The foundation of the laws of mankind are based upon the premise that an Almighty God exists, and both blesses obedience and condemns disobedience.

This is the historical context and reality from which all surviving peoples of the world have built their governments.

Where the idea of God has been rebuffed, a philosophy still reminiscent of God is defined.

In place is an ideal that laws are a product of man's consciousness of himself and his fellow man.

To break these laws is to violate a sacred trust between human beings and an order that is evident throughout the world.

Laws are not automatically obeyed despite their clarity, acknowledgement and adherence by most people.

It is an issue of consciousness and conscienceless.

If you are conscious (awake and aware of who you are), then you are likely to have a vibrant conscience regarding what is right and wrong, and likely have a desire to do what is right.

If you are conscienceless (at odds with who you are), then you are likely to have a conscious based on relative excuses to allow yourself certain choices in life regardless of God's law.

If the former, you may be apt to recognize where your rights end and God's law always is.

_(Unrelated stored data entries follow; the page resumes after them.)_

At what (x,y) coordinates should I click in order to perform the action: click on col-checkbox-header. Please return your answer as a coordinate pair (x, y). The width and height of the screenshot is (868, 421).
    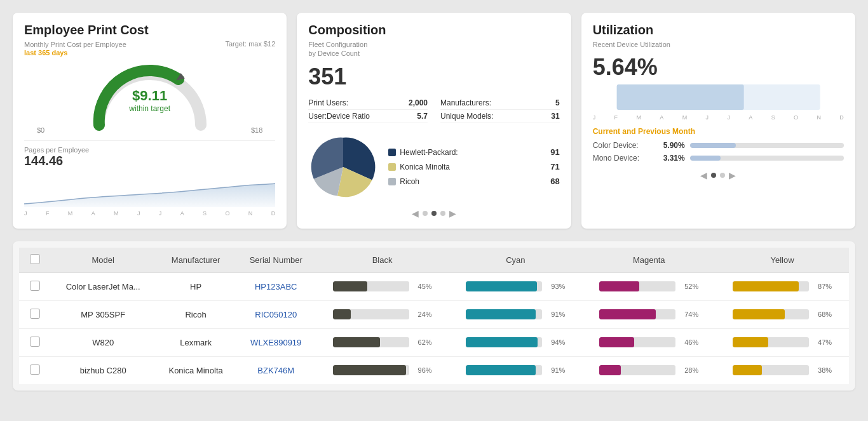
    Looking at the image, I should click on (35, 260).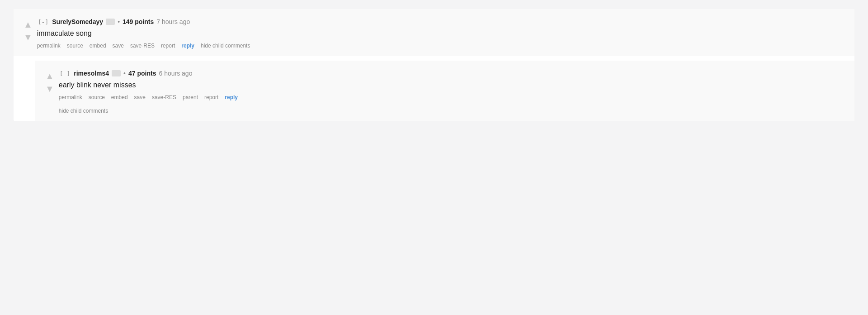 The image size is (868, 315). Describe the element at coordinates (434, 33) in the screenshot. I see `comment-row: [-] SurelySomedayy • 149 points 7 hours …` at that location.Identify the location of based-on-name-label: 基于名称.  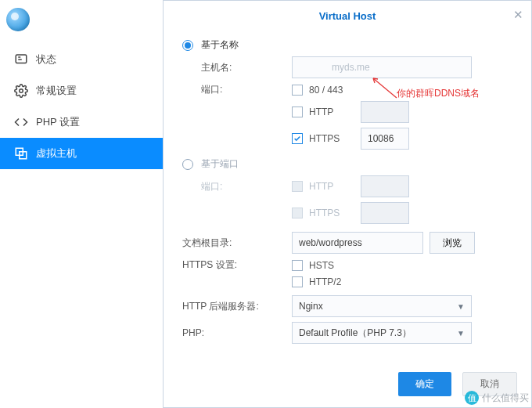
(220, 45).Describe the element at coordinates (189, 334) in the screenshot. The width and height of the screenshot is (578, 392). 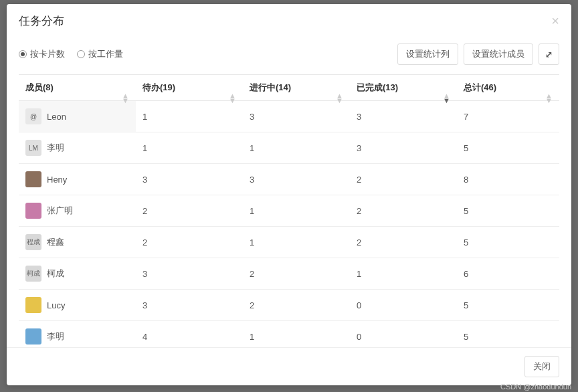
I see `cell-todo: 4` at that location.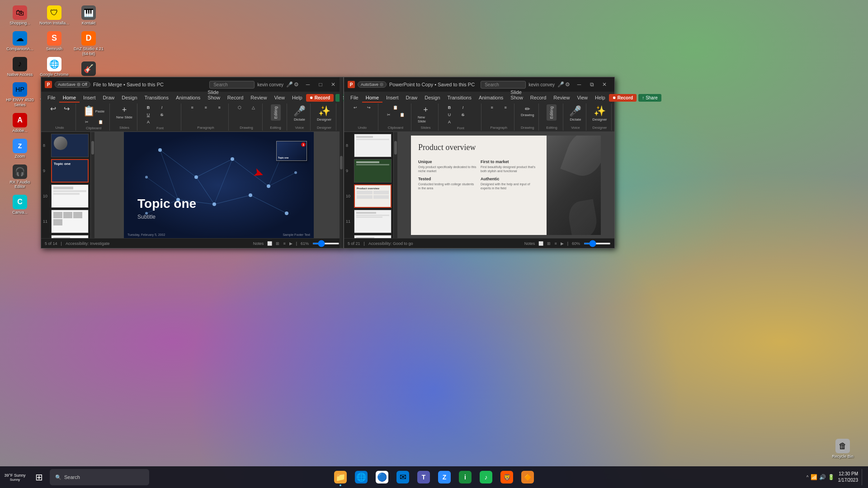 Image resolution: width=868 pixels, height=488 pixels. I want to click on desktop-icon-onedrive: ☁ CompanionA..., so click(20, 42).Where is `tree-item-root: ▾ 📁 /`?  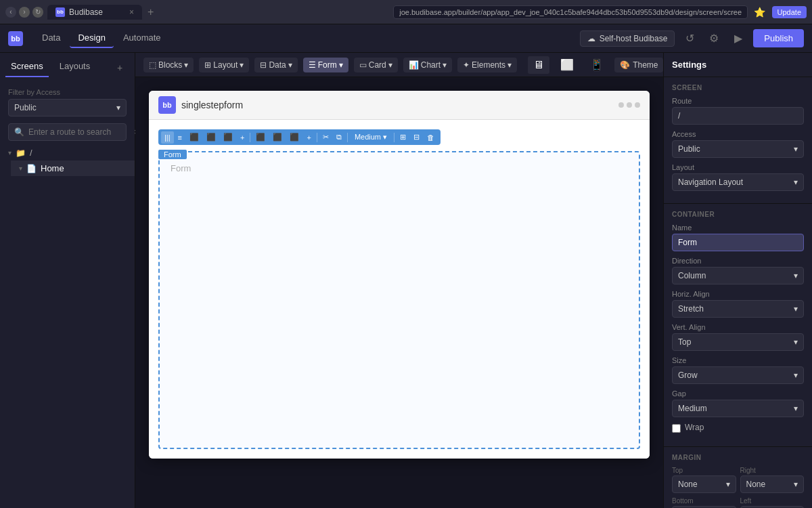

If the latter, you may be apt to deny God's law for the sake of the rights people have made up for themselves that contradict God's law.

Historically, the two oppositions have swayed back and forth.

How so?

The hypocrisy is evident in almost all governments of the world.

For example, in the United States, an individual does not have the right to take the life of another human being... unless under specific scenarios.

Contradiction.

One either has a right or does not.

A law either allows or restricts all human beings from certain actions.

However, caveats and clauses are pervasive in man's law.

In special cases, or certain scenarios, a person is 'free' (or allowed) to kill another person.

Another sign of hypocrisy is the state's right to extinguish life; capital punishment.

The sliding scale depends on popular sentiment, which is yet another relative measure that attempts to deny an Almighty God.

It has become more popular in certain places on earth to move away from God's law in favor for man's law or what men perceive as an 'evolution' of humanity.

What is argued as mankind becoming more 'free' and 'mature' is actually a retrograde into depravity and moral ignorance.

This retrograde has been argued as 'rights' while the full extent of such disobedience has yet to be fully measured and realized on a larger scale... but it will be made evidently clear soon enough.

Why?

Because God's law is intrinsically tied to nature and the 'laws of nature' that men have coined to perceive.

God created man in His own image and likeness, while the very fabric God used to create man is bound to the elements of this world.

This should explain why mankind slides in their understanding and obedience to what is obvious and to what is opined as better than God's law.

So when finding divine qualities in humanity, so also is found earthly qualities in humanity.

This is why in our very selves we find contradiction and hypocrisy... and thus why the need for laws and rights to be written down and obeyed.